Everyone has a secret fear, and Rutherford’s is this: for the minute it matters most, he won’t be looking.
Rutherford has a government job. He works on the 19th floor of Building 209. He’s in a special projects division of the Justinian Vern Fluid Mechanics Lab, but to an outsider, the project is anything but fluid.
The project is a disputed material that seven long-dead Nobel laureates could not classify. It is black and far denser than tar, and maybe it flows and maybe it doesn’t. The project is wholly contained in an egg timer, seven inches high, and Rutherford is not allowed to touch it. He, and the two-dozen observational devices of varying types, ages, costs, sizes, descriptions, locations, and conditions, are only permitted to watch.
Rutherford knows that he is the one. His faith burns like the bush in the desert. On his first day, over 30 years ago, he crouched nose-to-nose with the egg timer, and saw the hanging drop: lustrous, pendulous, waiting. The drop gives him hope. It gives him everything.
Each day, Rutherford waits for the drop to complete itself. Each night, Rutherford dreams of the drop, falling. He is afraid of dying without seeing this, but he is more terrified that he will look away from the project, just for a moment, and miss it. The machines would record it, but he does not trust them, and the vindication would not be the same; when Rutherford comes in to work at dawn, he fights with all the paranoia of his soul, eyes locked to the egg timer and burning because he doesn’t want to blink. He tries not to get up, ever, period. Each trip outside the room, however necessary, is frenzied and full of fear.
He sometimes sleeps in the lab, so he’ll miss nothing.
He is not married, and his strengthening dedication has stripped his friends away.
Rutherford suspects he is unhappy. Maybe he is and maybe he isn’t. He thinks that happiness is seeing the drop fall. However, if Rutherford ever took a moment to consider — and he might or might not — he would pray for this timeless waiting over the alternative.
Suppose, one day, even if he is looking, the drop falls.
What happens next?
KJ Kabza, whose work has appeared in Kisses for Kids, Short Stuff Magazine, The Fifth Di…, Happy, and Beyond Centauri, currently lives in Boston. His horror story “Happinex” will appear this fall in the anthology Fried! Fast Food, Slow Deaths from Graveside Tales.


Please set down the line that contains "x2, y2] format." and every line below it through the last, exactly as written, with no other lines.
[Data supplied — start]
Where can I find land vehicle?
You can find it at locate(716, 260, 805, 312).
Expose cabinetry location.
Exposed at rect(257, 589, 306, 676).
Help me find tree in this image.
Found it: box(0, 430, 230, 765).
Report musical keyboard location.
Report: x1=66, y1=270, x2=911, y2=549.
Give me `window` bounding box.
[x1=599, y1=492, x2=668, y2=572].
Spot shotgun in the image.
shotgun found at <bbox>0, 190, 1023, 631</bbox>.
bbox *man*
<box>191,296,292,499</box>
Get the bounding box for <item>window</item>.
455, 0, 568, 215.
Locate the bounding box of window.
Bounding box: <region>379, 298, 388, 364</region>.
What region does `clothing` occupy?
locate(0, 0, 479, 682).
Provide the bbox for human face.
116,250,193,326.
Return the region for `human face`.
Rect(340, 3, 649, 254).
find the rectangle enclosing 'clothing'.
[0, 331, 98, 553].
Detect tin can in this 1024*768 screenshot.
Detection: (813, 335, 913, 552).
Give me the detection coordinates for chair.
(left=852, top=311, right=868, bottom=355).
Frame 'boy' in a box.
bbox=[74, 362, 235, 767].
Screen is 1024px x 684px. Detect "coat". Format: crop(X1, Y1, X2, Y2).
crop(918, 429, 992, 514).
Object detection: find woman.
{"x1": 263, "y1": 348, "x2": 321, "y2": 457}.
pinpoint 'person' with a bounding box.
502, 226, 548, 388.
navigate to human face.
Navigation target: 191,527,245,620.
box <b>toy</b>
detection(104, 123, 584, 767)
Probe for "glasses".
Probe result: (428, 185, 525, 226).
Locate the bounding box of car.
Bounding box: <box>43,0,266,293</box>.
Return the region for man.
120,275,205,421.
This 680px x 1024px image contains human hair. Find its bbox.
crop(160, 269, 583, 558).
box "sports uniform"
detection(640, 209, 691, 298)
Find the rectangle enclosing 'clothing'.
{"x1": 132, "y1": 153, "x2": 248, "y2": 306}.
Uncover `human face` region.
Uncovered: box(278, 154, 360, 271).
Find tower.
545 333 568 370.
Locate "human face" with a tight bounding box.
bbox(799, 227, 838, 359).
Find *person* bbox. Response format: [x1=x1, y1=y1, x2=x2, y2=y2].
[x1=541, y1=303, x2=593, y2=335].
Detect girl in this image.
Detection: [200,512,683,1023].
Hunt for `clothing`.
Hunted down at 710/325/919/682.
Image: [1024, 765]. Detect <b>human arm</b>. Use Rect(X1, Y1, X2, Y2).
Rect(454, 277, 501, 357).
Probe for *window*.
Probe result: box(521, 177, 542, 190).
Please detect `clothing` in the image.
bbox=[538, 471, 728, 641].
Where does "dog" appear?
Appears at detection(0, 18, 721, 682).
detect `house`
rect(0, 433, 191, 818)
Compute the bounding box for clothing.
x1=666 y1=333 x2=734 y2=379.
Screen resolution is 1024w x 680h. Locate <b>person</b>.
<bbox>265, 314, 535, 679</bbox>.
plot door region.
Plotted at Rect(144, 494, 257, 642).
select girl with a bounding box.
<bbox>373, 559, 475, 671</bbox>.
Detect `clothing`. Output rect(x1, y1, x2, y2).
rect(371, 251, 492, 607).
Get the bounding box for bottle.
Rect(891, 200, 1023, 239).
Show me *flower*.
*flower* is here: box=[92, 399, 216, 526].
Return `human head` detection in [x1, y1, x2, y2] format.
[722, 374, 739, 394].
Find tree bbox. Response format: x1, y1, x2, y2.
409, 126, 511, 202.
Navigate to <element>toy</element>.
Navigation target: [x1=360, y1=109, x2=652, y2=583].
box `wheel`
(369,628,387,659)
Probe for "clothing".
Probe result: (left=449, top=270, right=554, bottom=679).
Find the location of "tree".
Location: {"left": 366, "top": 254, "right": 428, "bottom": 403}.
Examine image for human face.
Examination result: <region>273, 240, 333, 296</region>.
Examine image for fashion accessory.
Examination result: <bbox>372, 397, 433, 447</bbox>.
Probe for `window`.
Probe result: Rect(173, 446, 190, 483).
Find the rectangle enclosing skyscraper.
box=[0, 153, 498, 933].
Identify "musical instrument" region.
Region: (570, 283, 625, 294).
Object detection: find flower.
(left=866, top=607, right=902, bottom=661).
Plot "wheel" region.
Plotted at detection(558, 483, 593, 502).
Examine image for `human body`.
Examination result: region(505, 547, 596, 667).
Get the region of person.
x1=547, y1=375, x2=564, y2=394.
[Data supplied — finish]
Task output —
Return `human head` detection in [x1, y1, x2, y2] format.
[722, 374, 739, 394].
Find tree bbox. Response format: x1, y1, x2, y2.
409, 126, 511, 202.
Navigate to <element>toy</element>.
Navigation target: [x1=360, y1=109, x2=652, y2=583].
box `wheel`
(369,628,387,659)
Probe for "clothing".
Probe result: (left=449, top=270, right=554, bottom=679).
Find the location of "tree".
Location: {"left": 366, "top": 254, "right": 428, "bottom": 403}.
Examine image for human face.
Examination result: <region>273, 240, 333, 296</region>.
Examine image for fashion accessory.
Examination result: <bbox>372, 397, 433, 447</bbox>.
Probe for `window`.
Probe result: Rect(173, 446, 190, 483).
Find the rectangle enclosing skyscraper.
box=[0, 153, 498, 933].
Identify "musical instrument" region.
Region: (570, 283, 625, 294).
Object detection: find flower.
(left=866, top=607, right=902, bottom=661).
Plot "wheel" region.
Plotted at detection(558, 483, 593, 502).
Examine image for `human body`.
Examination result: region(505, 547, 596, 667).
Get the region of person.
x1=547, y1=375, x2=564, y2=394.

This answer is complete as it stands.